Glowing bunnies and real-life unicorns: Biohacking is coming for our pets

Glowing bunnies and real-life unicorns: Biohacking is coming for our pets

While little kids are simply daydreaming of having a pet unicorn, one startup is actually putting in the legwork to make it a reality.

The Los Angeles Project is using Crispr gene-editing technology to make our pets a little more interesting — we’re talking glow-in-the-dark bunnies, hypoallergenic cats, and, yes, literal unicorns — per Wired.

If glowing pets sound off the rails, it might help to put co-founder Josie Zayner’s resume in context: The biohacker livestreamed injecting herself with Crispr gene-editing tech and has given herself a DIY covid vaccine and a fecal transplant.

The startup, which Zayner told Wired is about making pets “more complex and interesting and beautiful and unique,” has begun work in stealth: 

  • It’s experimenting with embryos from rabbits, hamsters, fish, and frogs, using Crispr to delete and insert genes.
  • It’s testing restriction enzyme mediated integration (REMI), a technique for introducing new DNA to embryos.
  • It added a gene to rabbit embryos to make them produce GFP, a fluorescent protein. If the embryos are successfully transferred into a female rabbit, a litter of glowing bunnies will soon be born.

Once the rabbits get glowing, the team will start on cats that don’t have Fel d1, the protein that causes most cat allergies. Hallelujah.

Tweaking species isn’t new…

… Humans have been selectively breeding animals for thousands of years.

GloFish — fish genetically modified with the GFP protein — are already sold in pet stores across the US. 

  • Yorktown Technologies, which developed the fish, sold the company for $50m in 2017.
  • But some of the fish have escaped from farms in Brazil and are reproducing in creeks in the Atlantic Forest, which could threaten native species.

While Zayner says the startup’s animals would be spayed and neutered to avoid accidental reproduction, playing God undoubtedly raises a whole lot of ethical questions. As does using Crispr tech for somewhat superficial, commercial purposes.

Our big question: Can our hypoallergenic kitten have a unicorn horn?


**What is being asked:** Lines with the string "title" must each be copied from the listing.

**Entries provided:**
——————
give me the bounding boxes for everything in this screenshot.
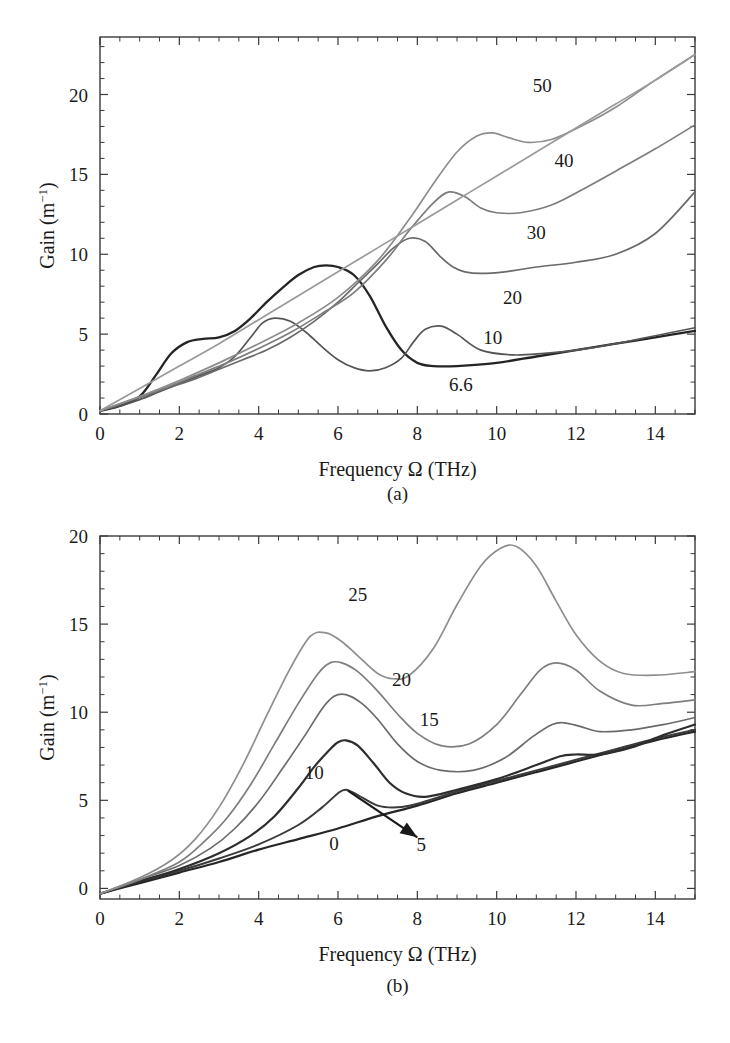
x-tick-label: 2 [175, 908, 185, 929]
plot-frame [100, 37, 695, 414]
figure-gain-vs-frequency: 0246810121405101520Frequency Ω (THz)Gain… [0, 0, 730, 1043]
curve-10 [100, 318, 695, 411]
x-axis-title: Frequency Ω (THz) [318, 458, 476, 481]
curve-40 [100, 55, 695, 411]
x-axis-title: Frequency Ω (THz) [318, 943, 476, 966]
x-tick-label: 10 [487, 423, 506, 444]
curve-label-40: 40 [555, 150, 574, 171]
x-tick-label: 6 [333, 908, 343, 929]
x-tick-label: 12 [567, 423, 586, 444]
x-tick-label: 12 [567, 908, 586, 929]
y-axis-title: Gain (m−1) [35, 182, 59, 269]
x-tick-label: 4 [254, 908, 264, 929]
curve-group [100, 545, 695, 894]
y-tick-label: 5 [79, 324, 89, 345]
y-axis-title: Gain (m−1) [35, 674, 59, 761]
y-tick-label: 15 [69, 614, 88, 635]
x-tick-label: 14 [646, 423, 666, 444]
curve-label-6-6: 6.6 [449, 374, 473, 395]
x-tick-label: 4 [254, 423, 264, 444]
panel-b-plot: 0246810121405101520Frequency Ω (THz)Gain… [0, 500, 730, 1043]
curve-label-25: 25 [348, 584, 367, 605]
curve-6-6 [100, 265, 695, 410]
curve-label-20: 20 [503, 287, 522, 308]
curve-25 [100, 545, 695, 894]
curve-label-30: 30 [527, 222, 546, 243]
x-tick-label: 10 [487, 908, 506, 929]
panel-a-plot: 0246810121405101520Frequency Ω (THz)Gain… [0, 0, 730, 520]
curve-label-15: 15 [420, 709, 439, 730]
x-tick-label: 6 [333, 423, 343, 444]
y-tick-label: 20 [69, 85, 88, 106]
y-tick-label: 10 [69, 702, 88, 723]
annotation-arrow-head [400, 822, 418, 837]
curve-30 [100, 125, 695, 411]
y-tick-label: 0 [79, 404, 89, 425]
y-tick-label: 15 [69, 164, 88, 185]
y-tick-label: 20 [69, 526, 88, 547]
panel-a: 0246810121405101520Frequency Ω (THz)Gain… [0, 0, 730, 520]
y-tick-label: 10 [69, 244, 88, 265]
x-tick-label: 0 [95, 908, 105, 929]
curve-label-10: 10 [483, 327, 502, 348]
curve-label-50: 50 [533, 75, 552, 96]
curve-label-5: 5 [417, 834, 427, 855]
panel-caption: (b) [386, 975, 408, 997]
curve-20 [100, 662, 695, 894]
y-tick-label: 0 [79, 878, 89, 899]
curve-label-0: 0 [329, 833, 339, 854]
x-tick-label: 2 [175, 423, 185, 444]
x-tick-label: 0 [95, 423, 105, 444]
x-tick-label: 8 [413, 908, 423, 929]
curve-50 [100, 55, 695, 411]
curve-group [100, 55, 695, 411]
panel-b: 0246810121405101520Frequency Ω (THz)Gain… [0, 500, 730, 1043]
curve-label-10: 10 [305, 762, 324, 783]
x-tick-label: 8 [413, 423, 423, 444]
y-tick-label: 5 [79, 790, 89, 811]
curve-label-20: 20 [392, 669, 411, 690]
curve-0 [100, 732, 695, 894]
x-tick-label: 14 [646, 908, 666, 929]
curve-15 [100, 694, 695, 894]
——————
**Expected answer:**
x-axis-title: Frequency Ω (THz) [318, 458, 476, 481]
x-axis-title: Frequency Ω (THz) [318, 943, 476, 966]
y-axis-title: Gain (m−1) [35, 182, 59, 269]
y-axis-title: Gain (m−1) [35, 674, 59, 761]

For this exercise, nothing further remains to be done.